School Funding

Matt Warman Excerpts
Wednesday 25th January 2017

(7 years, 3 months ago)

Commons Chamber
Read Full debate Read Hansard Text Read Debate Ministerial Extracts
Matt Warman Portrait Matt Warman (Boston and Skegness) (Con)
- Hansard - -

“This is welcome news for Lincolnshire schools as we are one of the lowest-funded authorities in the country. We have been campaigning for a fairer funding allocation for some years because it can’t be right that authorities in other parts of the country get more money to pass on to schools due to historical allocations. This is long overdue and we will be making our strong views known in any consultation leading up to the changes. A fairer funding allocation is what our schools deserve.”

Those are not my words, but those of Councillor Patricia Bradwell, executive member for children’s services at Lincolnshire County Council. She is right: she knows that rural sparsely populated areas can be areas where deprivation, special needs, the challenges of students whose first language is not English, and a host of other issues are just as common as they are in cities. The Government’s proposed funding formula makes huge strides in righting that historic injustice and I welcome it.

The funding formula is in a consultation phase, so I hope that the Government will take the opportunity to make it even better. The Library tells me that 29 of my 39 schools for which they have data will see their funding rise by up to 2.9%. On current form, 10 will see a slight fall—for the same overall total, it would be perfectly possible to see no fall at all.

I would make two pleas to the Department, with one overarching theme: for the same amount of money, distributed fractionally differently, we could do even better. First, the Government are rightly committed to the expansion of grammar schools, which are engines for social mobility, with fine institutions in Boston and Skegness and, indeed, across Lincolnshire. In the fourth-lowest funded authority in the country, those schools were not over-funded in the past. A tweak to the formula could improve their situation markedly. Secondly, in many communities, small rural primary schools bind together friends and neighbours and keep villages sustainable, functioning units for community cohesion. If the formula is to have a sparsity factor, it is only right to acknowledge that a county such as Lincolnshire is about as sparse as they come. Again, for no overall increase, it could be done slightly better. One approach might be simply to give local authorities even greater powers to decide how spending might be allocated.

In conclusion, Lincolnshire is on record as welcoming a £5 million boost for schools across the county. That rights an historic wrong and will go a long way towards meeting genuine needs and ending the pretence that urban areas have a monopoly on deprivation. Lincolnshire further welcomes the consultation as a way of making sure that the extra money, which is very welcome, is spent even more effectively after these very promising proposals are implemented.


PROBLEM TO WORK ON —
Everything in the data below except the pictures must be repeated word for word.

INPUT FOR THIS TASK —
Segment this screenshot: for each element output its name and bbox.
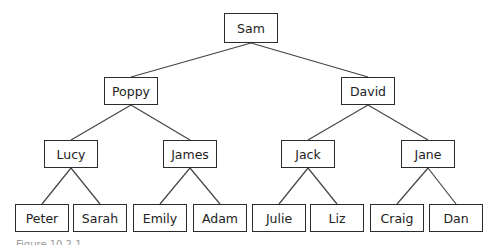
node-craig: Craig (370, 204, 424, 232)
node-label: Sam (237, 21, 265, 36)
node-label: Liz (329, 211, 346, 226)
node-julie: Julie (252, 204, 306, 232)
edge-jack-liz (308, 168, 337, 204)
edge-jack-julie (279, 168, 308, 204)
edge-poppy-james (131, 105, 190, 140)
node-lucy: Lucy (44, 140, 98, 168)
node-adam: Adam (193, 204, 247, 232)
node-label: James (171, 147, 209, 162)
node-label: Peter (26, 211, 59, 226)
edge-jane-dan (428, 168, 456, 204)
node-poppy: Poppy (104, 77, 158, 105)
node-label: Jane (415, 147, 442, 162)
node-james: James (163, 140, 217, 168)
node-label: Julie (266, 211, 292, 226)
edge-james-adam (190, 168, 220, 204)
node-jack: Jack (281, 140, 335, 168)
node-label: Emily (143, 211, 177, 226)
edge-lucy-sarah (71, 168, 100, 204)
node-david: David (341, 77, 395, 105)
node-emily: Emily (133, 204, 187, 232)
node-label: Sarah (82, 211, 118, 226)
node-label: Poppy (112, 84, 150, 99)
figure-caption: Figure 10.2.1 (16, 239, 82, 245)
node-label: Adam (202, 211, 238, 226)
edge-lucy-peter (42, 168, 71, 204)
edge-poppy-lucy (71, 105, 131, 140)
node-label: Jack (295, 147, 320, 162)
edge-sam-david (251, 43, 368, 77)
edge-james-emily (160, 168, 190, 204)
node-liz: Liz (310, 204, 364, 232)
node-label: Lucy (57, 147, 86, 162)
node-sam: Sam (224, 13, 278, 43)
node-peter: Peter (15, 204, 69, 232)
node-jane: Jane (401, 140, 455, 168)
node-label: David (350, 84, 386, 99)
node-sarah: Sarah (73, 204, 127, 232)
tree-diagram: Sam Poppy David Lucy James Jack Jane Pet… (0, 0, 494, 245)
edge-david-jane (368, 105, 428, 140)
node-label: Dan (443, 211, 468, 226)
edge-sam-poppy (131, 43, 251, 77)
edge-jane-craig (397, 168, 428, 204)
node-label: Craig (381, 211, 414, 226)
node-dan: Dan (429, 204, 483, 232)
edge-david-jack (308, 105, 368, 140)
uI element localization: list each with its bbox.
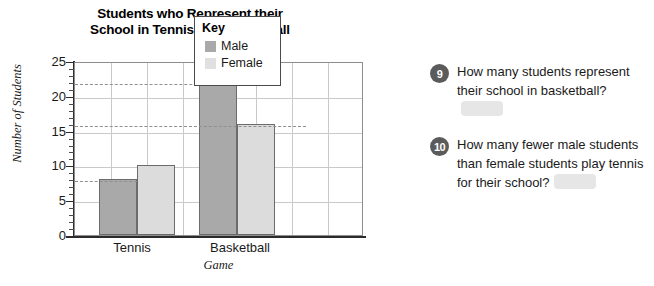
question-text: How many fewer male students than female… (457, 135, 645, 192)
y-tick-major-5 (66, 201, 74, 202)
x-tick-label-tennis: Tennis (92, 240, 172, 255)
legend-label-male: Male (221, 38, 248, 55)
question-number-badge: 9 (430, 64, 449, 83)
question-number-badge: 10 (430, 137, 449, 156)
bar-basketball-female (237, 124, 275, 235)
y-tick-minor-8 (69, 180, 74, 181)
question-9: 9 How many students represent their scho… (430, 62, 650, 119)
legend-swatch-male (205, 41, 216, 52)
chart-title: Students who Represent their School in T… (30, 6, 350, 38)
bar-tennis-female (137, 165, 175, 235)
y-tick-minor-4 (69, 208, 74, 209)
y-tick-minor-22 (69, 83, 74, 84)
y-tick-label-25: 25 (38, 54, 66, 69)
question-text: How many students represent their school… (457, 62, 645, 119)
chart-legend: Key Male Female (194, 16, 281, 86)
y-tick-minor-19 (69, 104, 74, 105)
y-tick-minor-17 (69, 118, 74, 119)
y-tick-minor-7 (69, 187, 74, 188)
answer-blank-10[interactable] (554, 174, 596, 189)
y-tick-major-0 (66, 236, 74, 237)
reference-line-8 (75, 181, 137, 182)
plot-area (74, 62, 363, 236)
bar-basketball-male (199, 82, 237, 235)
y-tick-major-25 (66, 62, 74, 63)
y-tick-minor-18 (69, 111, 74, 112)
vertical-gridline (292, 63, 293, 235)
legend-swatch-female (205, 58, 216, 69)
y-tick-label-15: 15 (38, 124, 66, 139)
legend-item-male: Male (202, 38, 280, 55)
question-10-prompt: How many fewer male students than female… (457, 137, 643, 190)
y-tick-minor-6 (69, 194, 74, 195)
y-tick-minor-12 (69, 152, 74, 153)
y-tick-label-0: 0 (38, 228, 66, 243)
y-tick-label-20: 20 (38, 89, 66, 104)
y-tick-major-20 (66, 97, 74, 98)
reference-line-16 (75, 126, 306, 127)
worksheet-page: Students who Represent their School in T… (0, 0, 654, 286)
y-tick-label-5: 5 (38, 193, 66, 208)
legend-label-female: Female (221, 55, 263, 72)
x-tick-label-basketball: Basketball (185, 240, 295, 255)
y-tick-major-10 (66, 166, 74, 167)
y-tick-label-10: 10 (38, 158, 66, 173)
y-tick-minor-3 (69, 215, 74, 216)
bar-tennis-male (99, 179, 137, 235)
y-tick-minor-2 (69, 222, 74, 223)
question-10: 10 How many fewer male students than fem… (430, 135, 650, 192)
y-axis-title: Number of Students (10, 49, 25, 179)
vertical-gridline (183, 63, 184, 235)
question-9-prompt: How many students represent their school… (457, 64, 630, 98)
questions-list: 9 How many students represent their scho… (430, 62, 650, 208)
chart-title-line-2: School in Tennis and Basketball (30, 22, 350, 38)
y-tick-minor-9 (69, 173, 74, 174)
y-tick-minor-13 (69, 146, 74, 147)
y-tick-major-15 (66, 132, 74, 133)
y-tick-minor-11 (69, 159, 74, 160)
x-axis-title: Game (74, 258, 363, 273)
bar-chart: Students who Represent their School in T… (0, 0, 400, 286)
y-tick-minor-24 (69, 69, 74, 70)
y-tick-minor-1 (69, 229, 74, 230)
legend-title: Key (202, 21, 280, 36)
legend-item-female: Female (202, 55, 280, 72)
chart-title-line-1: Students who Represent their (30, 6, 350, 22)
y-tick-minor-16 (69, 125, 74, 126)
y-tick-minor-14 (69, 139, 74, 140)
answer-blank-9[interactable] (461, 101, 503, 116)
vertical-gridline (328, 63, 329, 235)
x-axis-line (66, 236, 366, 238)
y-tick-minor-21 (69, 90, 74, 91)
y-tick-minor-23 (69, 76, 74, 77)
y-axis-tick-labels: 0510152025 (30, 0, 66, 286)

SOLUTION TO THE EXERCISE —
Segment this screenshot: for each element output its name and bbox.
node-craig: Craig (370, 204, 424, 232)
node-label: Sam (237, 21, 265, 36)
node-label: Liz (329, 211, 346, 226)
node-julie: Julie (252, 204, 306, 232)
edge-jack-liz (308, 168, 337, 204)
edge-jack-julie (279, 168, 308, 204)
edge-poppy-james (131, 105, 190, 140)
node-lucy: Lucy (44, 140, 98, 168)
node-adam: Adam (193, 204, 247, 232)
node-label: James (171, 147, 209, 162)
node-label: Peter (26, 211, 59, 226)
edge-jane-dan (428, 168, 456, 204)
node-poppy: Poppy (104, 77, 158, 105)
node-label: Jane (415, 147, 442, 162)
node-james: James (163, 140, 217, 168)
node-label: Julie (266, 211, 292, 226)
edge-james-adam (190, 168, 220, 204)
node-jack: Jack (281, 140, 335, 168)
node-label: Emily (143, 211, 177, 226)
edge-lucy-sarah (71, 168, 100, 204)
node-david: David (341, 77, 395, 105)
node-emily: Emily (133, 204, 187, 232)
node-label: Sarah (82, 211, 118, 226)
node-label: Poppy (112, 84, 150, 99)
figure-caption: Figure 10.2.1 (16, 239, 82, 245)
node-label: Adam (202, 211, 238, 226)
edge-lucy-peter (42, 168, 71, 204)
edge-poppy-lucy (71, 105, 131, 140)
node-label: Jack (295, 147, 320, 162)
edge-sam-david (251, 43, 368, 77)
edge-james-emily (160, 168, 190, 204)
node-liz: Liz (310, 204, 364, 232)
node-label: Lucy (57, 147, 86, 162)
node-sam: Sam (224, 13, 278, 43)
node-peter: Peter (15, 204, 69, 232)
node-jane: Jane (401, 140, 455, 168)
node-label: David (350, 84, 386, 99)
node-sarah: Sarah (73, 204, 127, 232)
tree-diagram: Sam Poppy David Lucy James Jack Jane Pet… (0, 0, 494, 245)
edge-david-jane (368, 105, 428, 140)
node-label: Dan (443, 211, 468, 226)
edge-sam-poppy (131, 43, 251, 77)
edge-jane-craig (397, 168, 428, 204)
node-label: Craig (381, 211, 414, 226)
node-dan: Dan (429, 204, 483, 232)
edge-david-jack (308, 105, 368, 140)
uI element localization: list each with its bbox.
question-text: How many fewer male students than female… (457, 135, 645, 192)
y-tick-major-5 (66, 201, 74, 202)
x-tick-label-tennis: Tennis (92, 240, 172, 255)
legend-label-male: Male (221, 38, 248, 55)
question-number-badge: 9 (430, 64, 449, 83)
question-number-badge: 10 (430, 137, 449, 156)
bar-basketball-female (237, 124, 275, 235)
y-tick-minor-8 (69, 180, 74, 181)
question-9: 9 How many students represent their scho… (430, 62, 650, 119)
legend-swatch-male (205, 41, 216, 52)
chart-title: Students who Represent their School in T… (30, 6, 350, 38)
bar-tennis-female (137, 165, 175, 235)
y-tick-minor-4 (69, 208, 74, 209)
y-tick-minor-22 (69, 83, 74, 84)
y-tick-label-25: 25 (38, 54, 66, 69)
question-text: How many students represent their school… (457, 62, 645, 119)
chart-legend: Key Male Female (194, 16, 281, 86)
y-tick-minor-19 (69, 104, 74, 105)
y-tick-minor-17 (69, 118, 74, 119)
y-tick-minor-7 (69, 187, 74, 188)
answer-blank-10[interactable] (554, 174, 596, 189)
y-tick-major-0 (66, 236, 74, 237)
reference-line-8 (75, 181, 137, 182)
plot-area (74, 62, 363, 236)
bar-basketball-male (199, 82, 237, 235)
y-tick-major-25 (66, 62, 74, 63)
y-tick-minor-18 (69, 111, 74, 112)
vertical-gridline (292, 63, 293, 235)
legend-swatch-female (205, 58, 216, 69)
y-tick-label-15: 15 (38, 124, 66, 139)
legend-item-male: Male (202, 38, 280, 55)
question-10-prompt: How many fewer male students than female… (457, 137, 643, 190)
y-tick-minor-6 (69, 194, 74, 195)
y-tick-minor-12 (69, 152, 74, 153)
y-tick-label-0: 0 (38, 228, 66, 243)
y-tick-label-20: 20 (38, 89, 66, 104)
y-tick-major-20 (66, 97, 74, 98)
reference-line-16 (75, 126, 306, 127)
worksheet-page: Students who Represent their School in T… (0, 0, 654, 286)
y-tick-label-5: 5 (38, 193, 66, 208)
legend-label-female: Female (221, 55, 263, 72)
x-tick-label-basketball: Basketball (185, 240, 295, 255)
y-tick-major-10 (66, 166, 74, 167)
y-tick-label-10: 10 (38, 158, 66, 173)
y-tick-minor-3 (69, 215, 74, 216)
bar-tennis-male (99, 179, 137, 235)
y-tick-minor-2 (69, 222, 74, 223)
question-10: 10 How many fewer male students than fem… (430, 135, 650, 192)
y-axis-title: Number of Students (10, 49, 25, 179)
vertical-gridline (183, 63, 184, 235)
question-9-prompt: How many students represent their school… (457, 64, 630, 98)
questions-list: 9 How many students represent their scho… (430, 62, 650, 208)
chart-title-line-2: School in Tennis and Basketball (30, 22, 350, 38)
y-tick-minor-9 (69, 173, 74, 174)
y-tick-minor-13 (69, 146, 74, 147)
y-tick-major-15 (66, 132, 74, 133)
y-tick-minor-11 (69, 159, 74, 160)
x-axis-title: Game (74, 258, 363, 273)
bar-chart: Students who Represent their School in T… (0, 0, 400, 286)
y-tick-minor-24 (69, 69, 74, 70)
y-tick-minor-1 (69, 229, 74, 230)
legend-title: Key (202, 21, 280, 36)
legend-item-female: Female (202, 55, 280, 72)
chart-title-line-1: Students who Represent their (30, 6, 350, 22)
y-tick-minor-16 (69, 125, 74, 126)
y-tick-minor-14 (69, 139, 74, 140)
answer-blank-9[interactable] (461, 101, 503, 116)
vertical-gridline (328, 63, 329, 235)
x-axis-line (66, 236, 366, 238)
y-tick-minor-21 (69, 90, 74, 91)
y-tick-minor-23 (69, 76, 74, 77)
y-axis-tick-labels: 0510152025 (30, 0, 66, 286)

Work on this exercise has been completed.